Once this vision is realized, it won’t just be internet infrastructure that has changed. Internet users will change as well. The organizations at the top of the DNS hierarchy will have been disintermediated and individuals will control their own fate on the Internet. We suspect that once people have a taste of this ownership, they will never let it go.
The Mission
Our mission is to enable the vision described above. Specifically, the mission of Namebase is to enable freedom and safety on the Internet.
The mission of Namebase is to enable freedom and safety on the Internet.
We will do this by making it really easy for anyone around the world to own, manage, and access a Handshake domain. Websites and content on Handshake domains cannot be taken down by anyone other than the owner. DNS settings are saved on-chain making them impossible to hack, and anyone around the world with an internet connection can access these domains. If we execute effectively along this mission, then we can be confident that we’ll have changed the Internet for the better.
The Strategy
Our strategy for accomplishing this mission is centered around enabling access to Handshake and supporting Handshake adoption.

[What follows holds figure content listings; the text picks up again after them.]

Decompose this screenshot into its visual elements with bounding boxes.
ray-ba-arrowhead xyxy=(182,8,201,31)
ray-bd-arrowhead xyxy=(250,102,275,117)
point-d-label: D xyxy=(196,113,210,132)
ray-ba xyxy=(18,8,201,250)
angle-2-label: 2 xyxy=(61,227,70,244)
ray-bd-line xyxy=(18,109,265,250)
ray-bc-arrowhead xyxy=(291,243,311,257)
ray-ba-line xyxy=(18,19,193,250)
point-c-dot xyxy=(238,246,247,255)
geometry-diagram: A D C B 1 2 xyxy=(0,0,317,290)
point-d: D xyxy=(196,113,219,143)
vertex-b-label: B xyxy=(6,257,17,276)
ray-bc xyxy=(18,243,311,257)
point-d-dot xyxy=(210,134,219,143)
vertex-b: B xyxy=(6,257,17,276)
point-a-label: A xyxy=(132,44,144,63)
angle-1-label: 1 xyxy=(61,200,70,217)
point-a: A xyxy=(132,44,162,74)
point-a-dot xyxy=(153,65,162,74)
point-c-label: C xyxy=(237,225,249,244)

Empower every type of user to use Handshake
Handshake provides different value props for different user bases. Domain owners will register Handshake names and end-users will resolve them. Many crypto enthusiasts will support Handshake for ideological reasons, and speculators will speculate on both Handshake coins (HNS) and domain names. Everyone plays an important role in the Handshake ecosystem, and we will navigate regulatory hurdles so that we can serve all user types, even users who wish to remain anonymous. We will also utilize technology like multisig wallets (in addition to Handshake itself) to protect our customers from bad actors, governments, and even ourselves.

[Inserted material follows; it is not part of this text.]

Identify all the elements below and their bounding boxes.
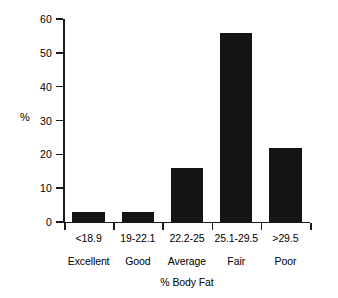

Make it easier to use Handshake domains than traditional domains
Our domain registrar and HNS onramp enables anyone to start using Handshake with near-zero friction. I’m confident that our crypto onboarding experience at launch will be unrivaled in the space. Past launch, we will continue simplifying the onboarding and domain registration experience such that friction trends to zero over time, surpassing even the traditional domain registration experience because we don’t need to deal with legacy infrastructure from the existing system.
Even though it’s 2020, the secondary market for traditional domain names is still slow and manual. Secondary sales are fragmented and transfers can take up to a month to complete in escrow. Handshake provides an opportunity to change that by avoiding the existing infrastructure. Namebase will change the way domains are bought and sold with an open marketplace that transfers domain names immediately on-chain.
Support Handshake adoption amongst all stakeholders
Handshake is still in its earliest stages, so it’s important for all ecosystem participants to support adoption. We will support Handshake on marketing and community growth. We will also work on integration efforts with browsers and other relevant projects (i.e. Pi-hole) to bring Handshake to even more users. If you’re interested in joining forces on these efforts, reach out to us and help us enable freedom and safety on the Internet!